You might offended some people here by referring to "going all the way" as medical school...nursing is nursing and doctoring is doctoring, not one is better than the other or more "all the way" than another...IMO
SunnyAndrsn
561 Posts
Yeah, like someone else said, duck and run...
I AM insulted by your comment of "going all the way". Nursing is my career choice, not medicine. These are complementary disciplines, nurses do not just do what doctors tell them to do. Once you get into school you'll see that this is not true, and how often nurses are called upon to alert MD's to the patient's condition.
I work in a long term care/sub acute facility right now, and in just 6 months, I have been told multiple times that "If it wasn't for that nurse who kept bugging the doctor about me I wouldn't be here..."
Nurses are working hard to change your perspective.
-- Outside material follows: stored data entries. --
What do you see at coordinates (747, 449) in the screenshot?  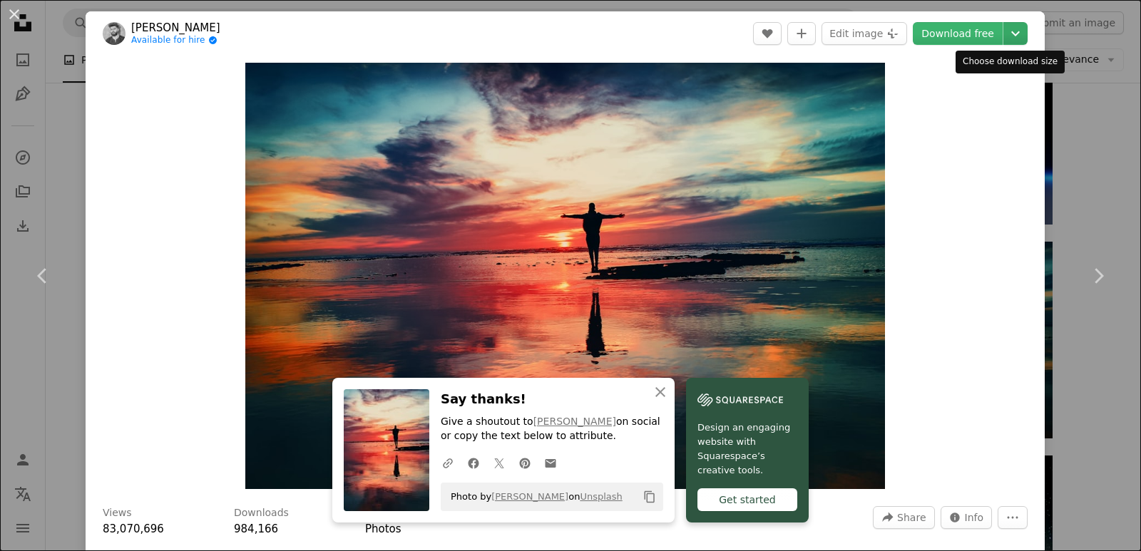 I see `span: Design an engaging website with Squarespace’s creative tools.` at bounding box center [747, 449].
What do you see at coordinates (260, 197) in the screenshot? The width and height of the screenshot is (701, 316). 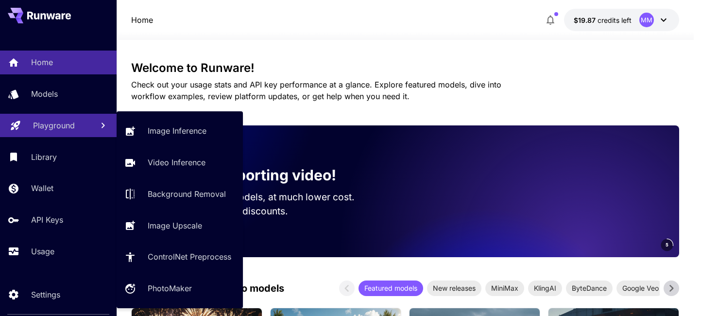 I see `p: Run the best video models, at much lower cost.` at bounding box center [260, 197].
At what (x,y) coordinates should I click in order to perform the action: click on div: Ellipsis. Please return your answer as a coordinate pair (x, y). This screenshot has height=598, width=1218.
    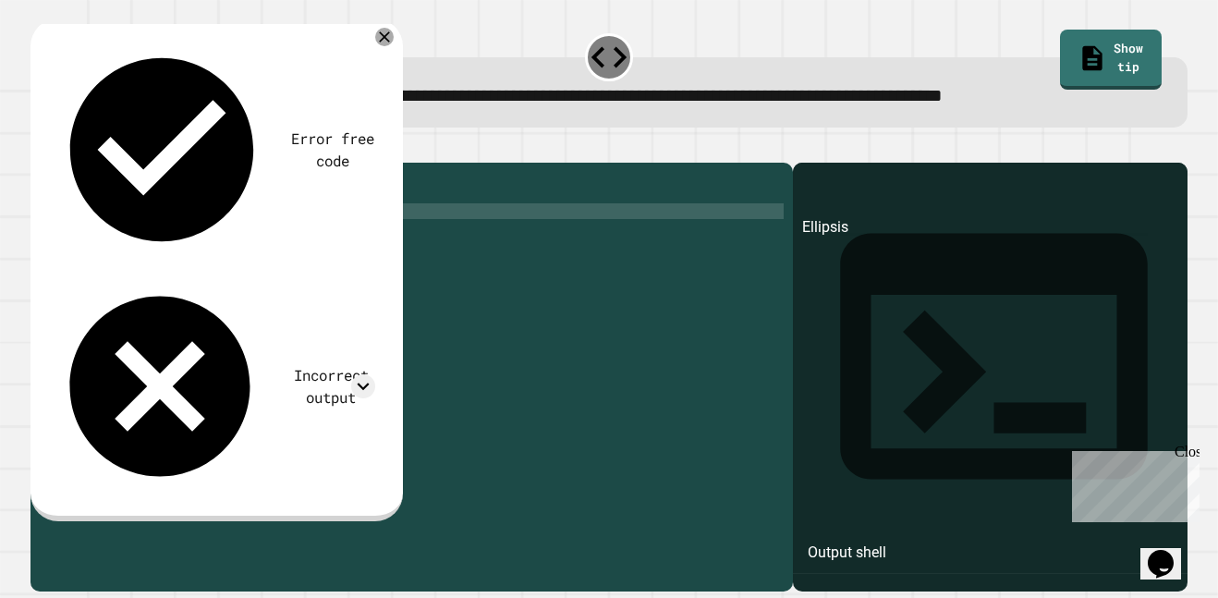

Stop watching the medical shows and talk to real nurses about what they do.
There are a select few MD's who I do not enjoy working with, but and large the MDs we work with are wonderful.
TheCommuter, BSN, RN
102 Articles; 27,612 Posts
The nursing model is an entirely separate entity from the medical model. Both models are wondrous, but they are still different. A nurse should never be regarded as a 'medical school failure', because most of us had never once aspired to become physicians. Likewise, a physician should never be considered a 'nursing success.'
A person goes "all the way" in nursing education by earning either a Ph.d in nursing or a DNP degree (doctor of nursing practice).
A person goes "all the way" in medicine by earning a D.O. or M.D. degree, and completing a residency in a challenging specialty.